The Star Early Edition

Warship scuttled despite pollution concerns

-

BRAZIL on Friday sank a decommissi­oned aircraft carrier, the navy announced, despite environmen­tal groups claiming the formerly French ship was packed with toxic materials.

The “planned and controlled sinking occurred late in the afternoon” on Friday, some 350km off the Brazilian coast in the Atlantic Ocean, in an area with an “approximat­e depth of 5 000m”, the navy said in a statement.

The decision to scuttle the sixdecade-old Sao Paulo, announced on Thursday, came after Brazilian authoritie­s had tried in vain to find a port willing to welcome it.

Though defence officials said they would sink the vessel in the “safest area”, environmen­talists criticised the decision, saying the aircraft carrier contains tons of asbestos, heavy metals and other toxic materials that could leach into the water and pollute the marine food chain.

The Basel Action Network had called on Brazilian President Luiz Inacio Lula da Silva – who took office last month vowing to reverse surging environmen­tal destructio­n under far-right ex-president Jair Bolsonaro – to immediatel­y halt the “dangerous” plan.

The group issued a joint statement with Greenpeace and Sea Shepherd on Friday, accusing Brazil of having violated “three internatio­nal treaties” on the environmen­t by sinking the

ship, which the NGOs said could cause “incalculab­le” damage to marine life and coastal communitie­s.

Other “environmen­tally responsibl­e measures could have been adopted, but once again, the importance of protecting the oceans, which are vital for the life of the planet, was treated with negligence”, said Leandro Ramos, director of programmes for Greenpeace Brazil.

The navy insisted it had chosen a spot for sinking that considered “the security of navigation and the environmen­t” and “the mitigation of the impacts on public health, fishing

activities and ecosystems”.

A judge overruled a last-minute legal bid to stop the operation, saying in his decision that an unplanned sinking could be even worse for the environmen­t or pose a danger to crews, the G1 news outlet reported.

Built in the late 1950s in France, whose navy sailed it for 37 years as the Foch, the aircraft carrier earned a place in 20th century naval history.

It took part in France’s first nuclear tests in the Pacific in the 1960s, and deployment­s in Africa, the Middle East and the former Yugoslavia from the 1970s to 1990s.

 ?? | AFP ?? THE Brazilian Navy’s 60-year-old aircraft carrier Sao Paulo in the Atlantic Ocean, near Rio de Janeiro. She was scuttled after months at sea because no port wanted it.
| AFP THE Brazilian Navy’s 60-year-old aircraft carrier Sao Paulo in the Atlantic Ocean, near Rio de Janeiro. She was scuttled after months at sea because no port wanted it.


* **TASK PROMPT**
Keeping each word and mark in place, write out the full listing once more.

* **RECORDS FOR THE EXERCISE**
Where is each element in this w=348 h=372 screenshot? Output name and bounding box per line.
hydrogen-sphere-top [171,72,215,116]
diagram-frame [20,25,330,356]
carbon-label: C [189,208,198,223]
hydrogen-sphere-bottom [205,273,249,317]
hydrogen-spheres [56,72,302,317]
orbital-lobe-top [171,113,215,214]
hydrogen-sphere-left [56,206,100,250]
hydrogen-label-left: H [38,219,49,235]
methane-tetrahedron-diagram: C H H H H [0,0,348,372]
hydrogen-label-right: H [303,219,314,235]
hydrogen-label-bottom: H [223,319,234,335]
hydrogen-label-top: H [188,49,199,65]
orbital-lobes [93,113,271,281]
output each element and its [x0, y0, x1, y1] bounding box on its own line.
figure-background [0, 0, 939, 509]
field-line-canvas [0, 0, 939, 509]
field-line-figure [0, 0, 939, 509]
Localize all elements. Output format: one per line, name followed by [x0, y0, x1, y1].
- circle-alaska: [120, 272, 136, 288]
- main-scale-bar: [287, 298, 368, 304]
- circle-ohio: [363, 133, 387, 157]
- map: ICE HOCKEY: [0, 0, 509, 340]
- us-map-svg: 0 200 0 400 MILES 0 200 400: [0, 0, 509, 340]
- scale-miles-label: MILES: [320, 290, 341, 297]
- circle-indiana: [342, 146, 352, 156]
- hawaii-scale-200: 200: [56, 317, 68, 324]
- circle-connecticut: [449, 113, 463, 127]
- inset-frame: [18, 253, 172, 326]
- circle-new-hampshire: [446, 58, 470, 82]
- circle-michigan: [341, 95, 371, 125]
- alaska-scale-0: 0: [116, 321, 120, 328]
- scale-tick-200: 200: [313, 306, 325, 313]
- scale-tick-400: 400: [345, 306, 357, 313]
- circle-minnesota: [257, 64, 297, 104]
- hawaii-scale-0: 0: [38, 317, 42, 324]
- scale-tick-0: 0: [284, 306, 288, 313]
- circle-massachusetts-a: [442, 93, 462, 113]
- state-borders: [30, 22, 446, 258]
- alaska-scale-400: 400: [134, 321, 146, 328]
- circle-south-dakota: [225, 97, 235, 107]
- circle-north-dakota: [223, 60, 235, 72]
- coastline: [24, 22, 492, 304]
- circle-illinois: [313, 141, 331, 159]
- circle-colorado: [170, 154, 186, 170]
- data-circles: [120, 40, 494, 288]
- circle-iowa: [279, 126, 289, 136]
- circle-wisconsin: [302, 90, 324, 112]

* **ANSWER SPACE**
Where is each element in this w=348 h=372 screenshot? Output name and bounding box per line.
hydrogen-sphere-top [171,72,215,116]
diagram-frame [20,25,330,356]
carbon-label: C [189,208,198,223]
hydrogen-sphere-bottom [205,273,249,317]
hydrogen-spheres [56,72,302,317]
orbital-lobe-top [171,113,215,214]
hydrogen-sphere-left [56,206,100,250]
hydrogen-label-left: H [38,219,49,235]
methane-tetrahedron-diagram: C H H H H [0,0,348,372]
hydrogen-label-right: H [303,219,314,235]
hydrogen-label-bottom: H [223,319,234,335]
hydrogen-label-top: H [188,49,199,65]
orbital-lobes [93,113,271,281]
output each element and its [x0, y0, x1, y1] bounding box on its own line.
figure-background [0, 0, 939, 509]
field-line-canvas [0, 0, 939, 509]
field-line-figure [0, 0, 939, 509]
Localize all elements. Output format: one per line, name followed by [x0, y0, x1, y1].
- circle-alaska: [120, 272, 136, 288]
- main-scale-bar: [287, 298, 368, 304]
- circle-ohio: [363, 133, 387, 157]
- map: ICE HOCKEY: [0, 0, 509, 340]
- us-map-svg: 0 200 0 400 MILES 0 200 400: [0, 0, 509, 340]
- scale-miles-label: MILES: [320, 290, 341, 297]
- circle-indiana: [342, 146, 352, 156]
- hawaii-scale-200: 200: [56, 317, 68, 324]
- circle-connecticut: [449, 113, 463, 127]
- inset-frame: [18, 253, 172, 326]
- circle-new-hampshire: [446, 58, 470, 82]
- circle-michigan: [341, 95, 371, 125]
- alaska-scale-0: 0: [116, 321, 120, 328]
- scale-tick-200: 200: [313, 306, 325, 313]
- scale-tick-400: 400: [345, 306, 357, 313]
- circle-minnesota: [257, 64, 297, 104]
- hawaii-scale-0: 0: [38, 317, 42, 324]
- scale-tick-0: 0: [284, 306, 288, 313]
- circle-massachusetts-a: [442, 93, 462, 113]
- state-borders: [30, 22, 446, 258]
- alaska-scale-400: 400: [134, 321, 146, 328]
- circle-south-dakota: [225, 97, 235, 107]
- circle-north-dakota: [223, 60, 235, 72]
- coastline: [24, 22, 492, 304]
- circle-illinois: [313, 141, 331, 159]
- circle-colorado: [170, 154, 186, 170]
- data-circles: [120, 40, 494, 288]
- circle-iowa: [279, 126, 289, 136]
- circle-wisconsin: [302, 90, 324, 112]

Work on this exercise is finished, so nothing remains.